The next time he explicitly addressed race was in the days following the March 2012 shooting of Martin by Zimmerman, then a 28-year-old neighborhood watch volunteer in Sanford, Fla., who argued that he had acted in self-defense. A jury in the case agreed last week.

As in the Gates arrest, reporters asked Obama last year about the Martin shooting. Only this time, in the midst of an election season, he was prepared.

“If I had a son, he’d look like Trayvon,” he said. “When I think about this boy, I think about my own kids.”

Obama did not mention race specifically in his comments that day in the Rose Garden, but the message from a black father was clear to those who wanted to hear it.

He also reserved judgment about the case itself, just as he did Sunday night about the verdict. A fuller response has been left largely to Attorney General Eric H. Holder Jr., who has often served as the president’s proxy on race matters.

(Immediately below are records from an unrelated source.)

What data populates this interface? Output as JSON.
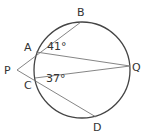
{
  "diagram": {
    "type": "circle-geometry",
    "colors": {
      "circle": "#444444",
      "lines": "#777777",
      "text": "#333333"
    },
    "circle": {
      "cx": 82,
      "cy": 70,
      "r": 48
    },
    "points": {
      "P": {
        "label": "P",
        "x": 17,
        "y": 70
      },
      "A": {
        "label": "A",
        "x": 36,
        "y": 52
      },
      "B": {
        "label": "B",
        "x": 81,
        "y": 22
      },
      "C": {
        "label": "C",
        "x": 35,
        "y": 78
      },
      "D": {
        "label": "D",
        "x": 96,
        "y": 117
      },
      "Q": {
        "label": "Q",
        "x": 130,
        "y": 66
      }
    },
    "segments": [
      "P-B",
      "P-D",
      "A-Q",
      "C-Q"
    ],
    "angles": [
      {
        "at": "A",
        "between": [
          "B",
          "Q"
        ],
        "label": "41°"
      },
      {
        "at": "C",
        "between": [
          "Q",
          "D"
        ],
        "label": "37°"
      }
    ]
  }
}
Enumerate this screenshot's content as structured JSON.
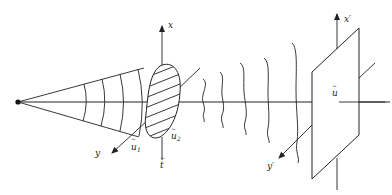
{
  "diagram": {
    "type": "optics-propagation-schematic",
    "labels": {
      "axis_x": "x",
      "axis_y": "y",
      "axis_t": "t",
      "tilde": "~",
      "u1": "u",
      "u1_sub": "1",
      "u2": "u",
      "u2_sub": "2",
      "axis_x_prime": "x′",
      "axis_y_prime": "y′",
      "u_plane": "u"
    },
    "colors": {
      "stroke": "#222222",
      "background": "#ffffff"
    },
    "elements": [
      "point-source",
      "cone-of-rays",
      "spherical-wavefronts",
      "optical-axis",
      "hatched-aperture",
      "input-axes",
      "propagating-wavefronts",
      "observation-plane",
      "output-axes"
    ]
  }
}
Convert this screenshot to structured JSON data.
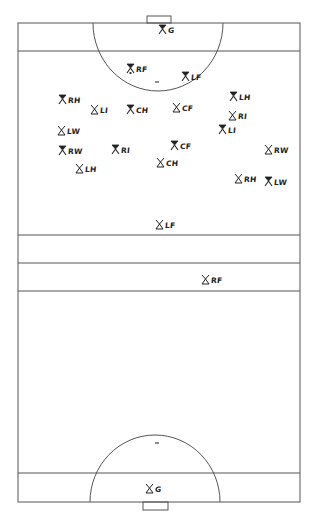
{
  "diagram": {
    "type": "field-hockey-formation",
    "colors": {
      "line": "#555555",
      "ink": "#222222",
      "background": "#ffffff"
    },
    "legend_note": "Filled symbol = attacking team; outline symbol = defending team",
    "players": [
      {
        "id": "p0",
        "label": "G",
        "team": "filled",
        "x": 158,
        "y": 23
      },
      {
        "id": "p1",
        "label": "RF",
        "team": "filled",
        "x": 126,
        "y": 62,
        "has_ball": true
      },
      {
        "id": "p2",
        "label": "LF",
        "team": "filled",
        "x": 181,
        "y": 70
      },
      {
        "id": "p3",
        "label": "RH",
        "team": "filled",
        "x": 58,
        "y": 93
      },
      {
        "id": "p4",
        "label": "LI",
        "team": "outline",
        "x": 90,
        "y": 103
      },
      {
        "id": "p5",
        "label": "CH",
        "team": "filled",
        "x": 126,
        "y": 103
      },
      {
        "id": "p6",
        "label": "CF",
        "team": "outline",
        "x": 172,
        "y": 101
      },
      {
        "id": "p7",
        "label": "LH",
        "team": "filled",
        "x": 229,
        "y": 90
      },
      {
        "id": "p8",
        "label": "RI",
        "team": "outline",
        "x": 228,
        "y": 109
      },
      {
        "id": "p9",
        "label": "LI",
        "team": "filled",
        "x": 218,
        "y": 123
      },
      {
        "id": "p10",
        "label": "LW",
        "team": "outline",
        "x": 57,
        "y": 124
      },
      {
        "id": "p11",
        "label": "RW",
        "team": "filled",
        "x": 58,
        "y": 144
      },
      {
        "id": "p12",
        "label": "RI",
        "team": "filled",
        "x": 111,
        "y": 143
      },
      {
        "id": "p13",
        "label": "CF",
        "team": "filled",
        "x": 170,
        "y": 139
      },
      {
        "id": "p14",
        "label": "CH",
        "team": "outline",
        "x": 156,
        "y": 156
      },
      {
        "id": "p15",
        "label": "LH",
        "team": "outline",
        "x": 75,
        "y": 162
      },
      {
        "id": "p16",
        "label": "RW",
        "team": "outline",
        "x": 264,
        "y": 143
      },
      {
        "id": "p17",
        "label": "RH",
        "team": "outline",
        "x": 234,
        "y": 172
      },
      {
        "id": "p18",
        "label": "LW",
        "team": "filled",
        "x": 264,
        "y": 175
      },
      {
        "id": "p19",
        "label": "LF",
        "team": "outline",
        "x": 155,
        "y": 218
      },
      {
        "id": "p20",
        "label": "RF",
        "team": "outline",
        "x": 201,
        "y": 273
      },
      {
        "id": "p21",
        "label": "G",
        "team": "outline",
        "x": 145,
        "y": 482
      }
    ]
  }
}
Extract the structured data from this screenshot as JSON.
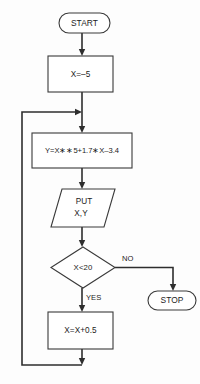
{
  "diagram": {
    "colors": {
      "background": "#fdfdfd",
      "shape_fill": "#ffffff",
      "shape_stroke": "#3a3a3a",
      "connector": "#2e2e2e",
      "text": "#1c1c1c"
    },
    "nodes": {
      "start": {
        "type": "terminal",
        "label": "START"
      },
      "init": {
        "type": "process",
        "label": "X=–5"
      },
      "compute": {
        "type": "process",
        "label": "Y=X∗∗5+1.7∗X–3.4"
      },
      "output": {
        "type": "input-output",
        "label_line1": "PUT",
        "label_line2": "X,Y"
      },
      "decision": {
        "type": "decision",
        "label": "X<20"
      },
      "increment": {
        "type": "process",
        "label": "X=X+0.5"
      },
      "stop": {
        "type": "terminal",
        "label": "STOP"
      }
    },
    "edge_labels": {
      "no": "NO",
      "yes": "YES"
    }
  }
}
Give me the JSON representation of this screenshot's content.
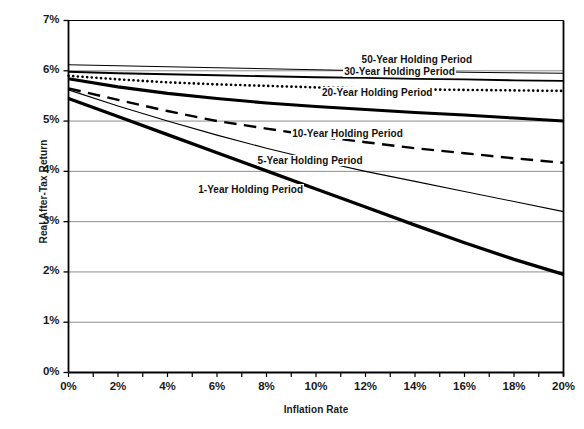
{
  "chart_data": {
    "type": "line",
    "title": "",
    "xlabel": "Inflation Rate",
    "ylabel": "Real After-Tax Return",
    "xlim": [
      0,
      20
    ],
    "ylim": [
      0,
      7
    ],
    "grid": true,
    "grid_axis": "y",
    "legend_position": "inline-labels",
    "x_tick_labels": [
      "0%",
      "2%",
      "4%",
      "6%",
      "8%",
      "10%",
      "12%",
      "14%",
      "16%",
      "18%",
      "20%"
    ],
    "x_tick_values": [
      0,
      2,
      4,
      6,
      8,
      10,
      12,
      14,
      16,
      18,
      20
    ],
    "x_minor_tick_interval": 1,
    "y_tick_labels": [
      "0%",
      "1%",
      "2%",
      "3%",
      "4%",
      "5%",
      "6%",
      "7%"
    ],
    "y_tick_values": [
      0,
      1,
      2,
      3,
      4,
      5,
      6,
      7
    ],
    "x": [
      0,
      2,
      4,
      6,
      8,
      10,
      12,
      14,
      16,
      18,
      20
    ],
    "series": [
      {
        "name": "50-Year Holding Period",
        "label": "50-Year Holding Period",
        "style": "thin-solid",
        "color": "#000000",
        "width": 1.1,
        "values": [
          6.12,
          6.1,
          6.08,
          6.06,
          6.04,
          6.02,
          6.0,
          5.99,
          5.97,
          5.96,
          5.95
        ]
      },
      {
        "name": "30-Year Holding Period",
        "label": "30-Year Holding Period",
        "style": "medium-solid",
        "color": "#000000",
        "width": 1.9,
        "values": [
          5.98,
          5.95,
          5.93,
          5.91,
          5.89,
          5.87,
          5.86,
          5.84,
          5.83,
          5.81,
          5.8
        ]
      },
      {
        "name": "20-Year Holding Period (dotted)",
        "label": "20-Year Holding Period",
        "style": "dotted",
        "color": "#000000",
        "width": 2.6,
        "values": [
          5.9,
          5.83,
          5.77,
          5.73,
          5.7,
          5.67,
          5.65,
          5.63,
          5.62,
          5.61,
          5.6
        ]
      },
      {
        "name": "20-Year Holding Period (thick)",
        "label": "",
        "style": "thick-solid",
        "color": "#000000",
        "width": 3.1,
        "values": [
          5.84,
          5.68,
          5.55,
          5.45,
          5.36,
          5.29,
          5.23,
          5.17,
          5.12,
          5.06,
          5.0
        ]
      },
      {
        "name": "10-Year Holding Period",
        "label": "10-Year Holding Period",
        "style": "dashed",
        "color": "#000000",
        "width": 2.4,
        "values": [
          5.65,
          5.42,
          5.2,
          5.0,
          4.85,
          4.7,
          4.58,
          4.46,
          4.36,
          4.26,
          4.17
        ]
      },
      {
        "name": "5-Year Holding Period",
        "label": "5-Year Holding Period",
        "style": "thin-solid",
        "color": "#000000",
        "width": 1.1,
        "values": [
          5.62,
          5.3,
          5.0,
          4.72,
          4.46,
          4.22,
          4.0,
          3.8,
          3.6,
          3.4,
          3.2
        ]
      },
      {
        "name": "1-Year Holding Period",
        "label": "1-Year Holding Period",
        "style": "thick-solid",
        "color": "#000000",
        "width": 3.3,
        "values": [
          5.45,
          5.09,
          4.73,
          4.37,
          4.01,
          3.65,
          3.29,
          2.93,
          2.58,
          2.25,
          1.95
        ]
      }
    ],
    "inline_labels": [
      {
        "text": "50-Year Holding Period",
        "x": 11.8,
        "y": 6.22
      },
      {
        "text": "30-Year Holding Period",
        "x": 11.1,
        "y": 5.98
      },
      {
        "text": "20-Year Holding Period",
        "x": 10.2,
        "y": 5.55
      },
      {
        "text": "10-Year Holding Period",
        "x": 9.0,
        "y": 4.75
      },
      {
        "text": "5-Year Holding Period",
        "x": 7.6,
        "y": 4.2
      },
      {
        "text": "1-Year Holding Period",
        "x": 5.2,
        "y": 3.62
      }
    ]
  },
  "colors": {
    "background": "#ffffff",
    "axis": "#000000",
    "grid": "#808080",
    "text": "#1a1a1a"
  }
}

Obama’s response to the Zimmerman verdict has satisfied some, but many African Americans would like to hear more from the first African American president.

As of now, White House officials say, that is unlikely to happen as the Justice Department considers a federal civil rights case against Zimmerman.

“We’re not going to get out ahead of that,” White House press secretary Jay Carney told reporters Tuesday. “Right now, the president views this as a tragedy, the loss of a young person — for his family, for the community and for the country.”